Komunyakaa married Australian novelist Mandy Sayer in 1985, and in the same year, became an associate professor at Indiana University in Bloomington. He also held the Ruth Lilly Professorship for two years from 1989 to 1990. He and Sayer were married for ten years. He later had a relationship with India-born poet Reetika Vazirani, which ended when she took her own life and that of their 2-year old child Jehan in 2003.

He taught at Indiana University until the fall of 1997, when he became an English professor at Princeton University. Yusef Komunyakaa is currently a professor in the Creative Writing Program at New York University.

Poetry

His collection Copacetic fuses jazz rhythms and syncopation with hip colloquialism and the unique, arresting poetic imagery that has since become his trademark. It also outlines an abiding desire in his work to articulate cultural truths that remain unspoken in daily discourse, in the hope that they will bring a sort of redemption: "How can love heal/ the mouth shut this way.../ Say something that resuscitates/ us, behind the masks."

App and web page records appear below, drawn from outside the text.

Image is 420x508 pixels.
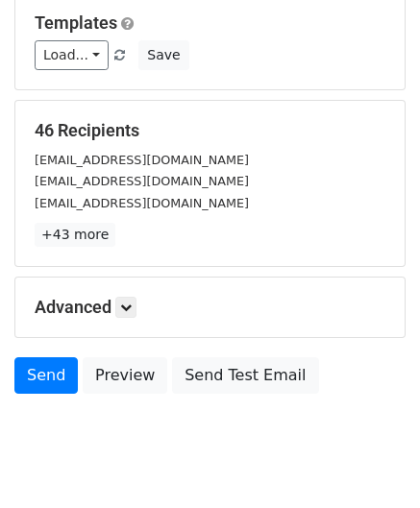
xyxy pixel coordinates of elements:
[35,153,249,167] small: [EMAIL_ADDRESS][DOMAIN_NAME]
[35,12,117,33] a: Templates
[35,120,385,141] h5: 46 Recipients
[35,297,385,318] h5: Advanced
[35,196,249,210] small: [EMAIL_ADDRESS][DOMAIN_NAME]
[35,174,249,188] small: [EMAIL_ADDRESS][DOMAIN_NAME]
[83,357,167,394] a: Preview
[35,223,115,247] a: +43 more
[324,416,420,508] iframe: Chat Widget
[14,357,78,394] a: Send
[172,357,318,394] a: Send Test Email
[35,40,108,70] a: Load...
[138,40,188,70] button: Save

He wrote I Apologize for the Eyes in My Head, published in 1986, which won the San Francisco Poetry Prize. More attention came with the publication of Dien Cai Dau (Vietnamese for "crazy in the head"), published in 1988, which focused on his experiences in Vietnam and won the Dark Room Poetry Prize. Included was the poem "Facing It", in which the speaker of the poems visits the Vietnam Veterans Memorial in Washington, D.C. Section from "Facing It":

He's lost his right arm inside the stone. In the black mirror a woman's trying to erase names No, she's brushing a boy's hair."

Komunyakaa has published many other collections of poetry, including Taboo: The Wishbone Trilogy, Part I (2004), Pleasure Dome: New and Collected Poems, 1975-1999 (2001), Talking Dirty to the Gods (2000), Thieves of Paradise (1998), Neon Vernacular (1994), Magic City (1992) and "Pleasure Dome (2001).

After receiving his M.F.A., Komunyakaa began teaching poetry in the New Orleans public school system and creative writing at the University of New Orleans.

In 2004, Komunyakaa began a collaboration with dramaturge and theater producer Chad Gracia on a dramatic adaptation of The Epic of Gilgamesh. The play was published in October 2006 by Wesleyan University Press. In spring 2008, New York's 92nd Street Y staged a one-night performance by director Robert Scanlon. In May 2013 it received a full production by the Constellation Theatre Company in Washington, D.C.

Komunyakaa's work has been influential for a wide swath of current American poets. He views his own work as an indirectness, an "insinuation":

Poetry is a kind of distilled insinuation. It’s a way of expanding and talking around an idea or a question. Sometimes, more actually gets said through such a technique than a full frontal assault.